FDA blasts Indian drugmaker that made investigators inspect filthy plant in the dark

A number of companies have tried to keep FDA inspectors from getting a thorough look through their manufacturing plants, but none have gone to the extraordinary lengths of the Vikshara Trading & Investments plant in Gujarat, India, whose products the FDA banned over the deceptions.

Not only did the company put off an FDA inspection for months by claiming that its workers were on strike—even though it continued to manufacture products—but once inspectors got into the plant, they were left in the dark, literally. No lights were turned on, requiring inspectors to look around with flashlights.

The agency placed the plant on its import alert list in February and on Tuesday posted a recently issued warning letter that was short and sweet. It told Managing Director Tushar Patel that the site’s drugs are considered adulterated because they were manufactured, held or packaged at a facility where the owner delayed and/or limited an inspection.

Those delays began last summer after the FDA contacted the plant to set up a June 27 inspection and to make sure records would be available. Days ahead of the visit, the company delayed, telling the FDA that it workers had gone on strike and that they were blocking the entrance to the plant.

In July, the FDA was told that workers remained on strike, and in August the company sent the FDA “purported evidence of the strike” which included copies of employee resignation letters and a photograph of striking employees blocking the facility's entrance.

The problem, the FDA said, was that it learned that the company had “actively manufactured numerous products” between July 11 and August 9, the period of the alleged civil unrest that was supposed to have stopped production at the facility.

When inspectors finally got into the facility in October, they found more obstacles. Doors to the “vessel room and packaging and labeling storage areas were locked,” and lights were turned off throughout the plant.

Inspectors had to use flashlights to see in some areas. But even with limited visibility, they observed drug powder scattered throughout production areas, caked on the floor, and covering containers of finished products, as well as trash throughout the facility

Rounding out the plant’s failures was its refusal to provide inspectors with records. Managers indicated they would send them electronically later, but the warning letter says the agency has still not received any.

While the measures taken by Vikshara Trading & Investments to prevent an inspection were extraordinary, the plant is not the first to try to keep inspectors out, and the FDA is not the only regulatory agency to face such dodges.

Last year, the FDA warned Nippon Fine Chemical for the same kinds of shenanigans at its facility in Takasago City. At one point, NFC managers directed employees to form a human barrier by standing shoulder to shoulder to block access to areas of the laboratory and equipment used to analyze drugs destined for U.S. distribution.

Earlier this year, the FDA banned products from the Zhangqiu City, China, plant of API maker Jinan Jinda Pharmaceutical Chemistry because of a host of problems. Earlier, the European Medicines Agency had taken action against the company when inspectors from Italy reported that in a follow-up inspection they discovered raw supplies and finished products in a room in which the door had been screwed shut by employees. Inspectors "concluded there was a serious risk of data falsification" related to the ingredients in the room.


Below is a listing to transcribe in full and exactly; keep the pictures out.
═════ Provided material
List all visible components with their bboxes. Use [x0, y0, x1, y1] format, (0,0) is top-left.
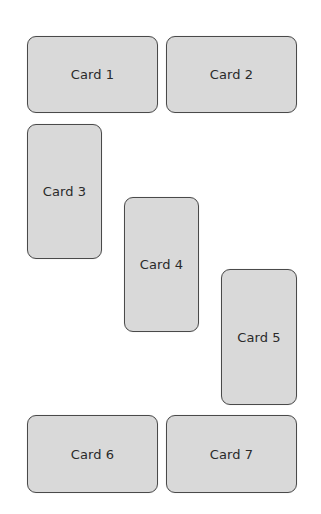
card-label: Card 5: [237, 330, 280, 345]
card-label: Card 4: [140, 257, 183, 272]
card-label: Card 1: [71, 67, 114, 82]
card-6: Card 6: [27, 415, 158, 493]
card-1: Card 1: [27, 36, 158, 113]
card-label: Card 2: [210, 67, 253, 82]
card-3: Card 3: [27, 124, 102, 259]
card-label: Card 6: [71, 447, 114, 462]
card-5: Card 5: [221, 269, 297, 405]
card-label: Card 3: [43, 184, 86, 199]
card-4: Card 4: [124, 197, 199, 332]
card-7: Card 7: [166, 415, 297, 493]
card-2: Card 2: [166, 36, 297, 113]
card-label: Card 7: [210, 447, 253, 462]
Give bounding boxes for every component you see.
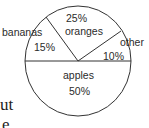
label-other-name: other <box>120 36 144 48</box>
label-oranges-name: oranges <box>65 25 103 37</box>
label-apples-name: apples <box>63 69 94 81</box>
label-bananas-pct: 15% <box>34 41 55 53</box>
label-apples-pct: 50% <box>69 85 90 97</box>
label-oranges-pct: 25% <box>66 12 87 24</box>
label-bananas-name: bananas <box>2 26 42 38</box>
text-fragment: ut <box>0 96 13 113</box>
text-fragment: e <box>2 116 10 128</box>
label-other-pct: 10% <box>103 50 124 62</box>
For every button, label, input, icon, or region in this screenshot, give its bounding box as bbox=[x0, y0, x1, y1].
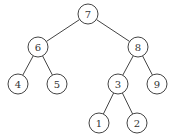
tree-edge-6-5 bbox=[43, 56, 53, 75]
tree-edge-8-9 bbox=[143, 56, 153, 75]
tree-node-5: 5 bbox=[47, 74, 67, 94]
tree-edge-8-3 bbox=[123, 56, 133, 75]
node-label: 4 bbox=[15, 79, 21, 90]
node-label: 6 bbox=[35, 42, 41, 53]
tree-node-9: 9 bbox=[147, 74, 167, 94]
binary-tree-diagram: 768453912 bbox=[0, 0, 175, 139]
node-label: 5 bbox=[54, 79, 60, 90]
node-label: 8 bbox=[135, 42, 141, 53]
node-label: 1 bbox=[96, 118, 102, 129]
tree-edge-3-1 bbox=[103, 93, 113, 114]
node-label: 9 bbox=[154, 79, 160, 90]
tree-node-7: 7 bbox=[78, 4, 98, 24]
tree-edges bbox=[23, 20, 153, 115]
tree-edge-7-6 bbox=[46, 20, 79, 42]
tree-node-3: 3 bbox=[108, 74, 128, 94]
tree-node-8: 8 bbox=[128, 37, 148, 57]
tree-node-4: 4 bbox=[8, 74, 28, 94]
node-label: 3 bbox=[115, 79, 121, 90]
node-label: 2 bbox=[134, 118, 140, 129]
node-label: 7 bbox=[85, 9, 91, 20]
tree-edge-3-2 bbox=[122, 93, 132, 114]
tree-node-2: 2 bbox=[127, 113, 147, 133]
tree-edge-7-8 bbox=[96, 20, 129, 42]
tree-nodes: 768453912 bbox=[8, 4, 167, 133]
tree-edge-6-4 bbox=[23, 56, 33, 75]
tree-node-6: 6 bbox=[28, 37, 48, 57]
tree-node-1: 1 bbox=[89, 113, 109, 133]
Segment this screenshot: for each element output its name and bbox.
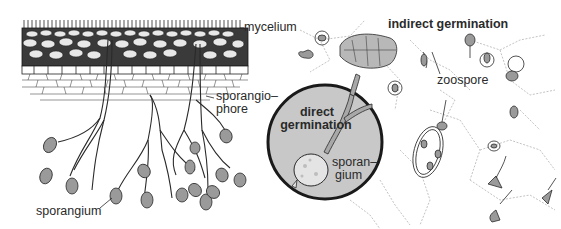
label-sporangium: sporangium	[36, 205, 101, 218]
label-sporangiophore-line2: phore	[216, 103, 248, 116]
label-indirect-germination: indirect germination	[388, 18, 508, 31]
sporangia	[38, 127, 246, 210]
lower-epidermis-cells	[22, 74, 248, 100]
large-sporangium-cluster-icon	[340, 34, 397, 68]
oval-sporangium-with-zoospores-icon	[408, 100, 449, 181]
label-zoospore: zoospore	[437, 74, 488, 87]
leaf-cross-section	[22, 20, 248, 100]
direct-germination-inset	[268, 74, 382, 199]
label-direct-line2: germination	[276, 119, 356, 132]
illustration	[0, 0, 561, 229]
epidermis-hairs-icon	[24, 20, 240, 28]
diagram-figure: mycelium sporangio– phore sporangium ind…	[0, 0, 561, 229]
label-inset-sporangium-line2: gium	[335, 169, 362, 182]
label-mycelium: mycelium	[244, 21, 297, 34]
══════════
**Written response:**
List all visible components with their bboxes. Use [x0, y0, x1, y1] format, (0,0) is top-left.
card-label: Card 5: [237, 330, 280, 345]
card-label: Card 4: [140, 257, 183, 272]
card-label: Card 1: [71, 67, 114, 82]
card-6: Card 6: [27, 415, 158, 493]
card-1: Card 1: [27, 36, 158, 113]
card-label: Card 2: [210, 67, 253, 82]
card-3: Card 3: [27, 124, 102, 259]
card-label: Card 6: [71, 447, 114, 462]
card-5: Card 5: [221, 269, 297, 405]
card-label: Card 3: [43, 184, 86, 199]
card-4: Card 4: [124, 197, 199, 332]
card-7: Card 7: [166, 415, 297, 493]
card-2: Card 2: [166, 36, 297, 113]
card-label: Card 7: [210, 447, 253, 462]
Give bounding boxes for every component you see.
label-other-name: other <box>120 36 144 48</box>
label-oranges-name: oranges <box>65 25 103 37</box>
label-apples-name: apples <box>63 69 94 81</box>
label-bananas-pct: 15% <box>34 41 55 53</box>
label-apples-pct: 50% <box>69 85 90 97</box>
label-oranges-pct: 25% <box>66 12 87 24</box>
label-bananas-name: bananas <box>2 26 42 38</box>
text-fragment: ut <box>0 96 13 113</box>
text-fragment: e <box>2 116 10 128</box>
label-other-pct: 10% <box>103 50 124 62</box>
For every button, label, input, icon, or region in this screenshot, give its bounding box as bbox=[x0, y0, x1, y1].
tree-edge-6-5 bbox=[43, 56, 53, 75]
tree-edge-8-9 bbox=[143, 56, 153, 75]
tree-node-5: 5 bbox=[47, 74, 67, 94]
tree-edge-8-3 bbox=[123, 56, 133, 75]
node-label: 4 bbox=[15, 79, 21, 90]
node-label: 6 bbox=[35, 42, 41, 53]
tree-node-9: 9 bbox=[147, 74, 167, 94]
binary-tree-diagram: 768453912 bbox=[0, 0, 175, 139]
node-label: 5 bbox=[54, 79, 60, 90]
node-label: 8 bbox=[135, 42, 141, 53]
node-label: 1 bbox=[96, 118, 102, 129]
tree-edge-3-1 bbox=[103, 93, 113, 114]
node-label: 9 bbox=[154, 79, 160, 90]
tree-node-7: 7 bbox=[78, 4, 98, 24]
tree-edges bbox=[23, 20, 153, 115]
tree-edge-7-6 bbox=[46, 20, 79, 42]
tree-node-3: 3 bbox=[108, 74, 128, 94]
tree-node-8: 8 bbox=[128, 37, 148, 57]
tree-node-4: 4 bbox=[8, 74, 28, 94]
node-label: 3 bbox=[115, 79, 121, 90]
node-label: 2 bbox=[134, 118, 140, 129]
node-label: 7 bbox=[85, 9, 91, 20]
tree-edge-3-2 bbox=[122, 93, 132, 114]
tree-node-2: 2 bbox=[127, 113, 147, 133]
tree-edge-7-8 bbox=[96, 20, 129, 42]
tree-nodes: 768453912 bbox=[8, 4, 167, 133]
tree-edge-6-4 bbox=[23, 56, 33, 75]
tree-node-6: 6 bbox=[28, 37, 48, 57]
tree-node-1: 1 bbox=[89, 113, 109, 133]
Segment this screenshot: for each element output its name and bbox.
label-sporangium: sporangium	[36, 205, 101, 218]
label-sporangiophore-line2: phore	[216, 103, 248, 116]
label-indirect-germination: indirect germination	[388, 18, 508, 31]
sporangia	[38, 127, 246, 210]
lower-epidermis-cells	[22, 74, 248, 100]
large-sporangium-cluster-icon	[340, 34, 397, 68]
oval-sporangium-with-zoospores-icon	[408, 100, 449, 181]
label-zoospore: zoospore	[437, 74, 488, 87]
leaf-cross-section	[22, 20, 248, 100]
direct-germination-inset	[268, 74, 382, 199]
label-direct-line2: germination	[276, 119, 356, 132]
illustration	[0, 0, 561, 229]
epidermis-hairs-icon	[24, 20, 240, 28]
diagram-figure: mycelium sporangio– phore sporangium ind…	[0, 0, 561, 229]
label-inset-sporangium-line2: gium	[335, 169, 362, 182]
label-mycelium: mycelium	[244, 21, 297, 34]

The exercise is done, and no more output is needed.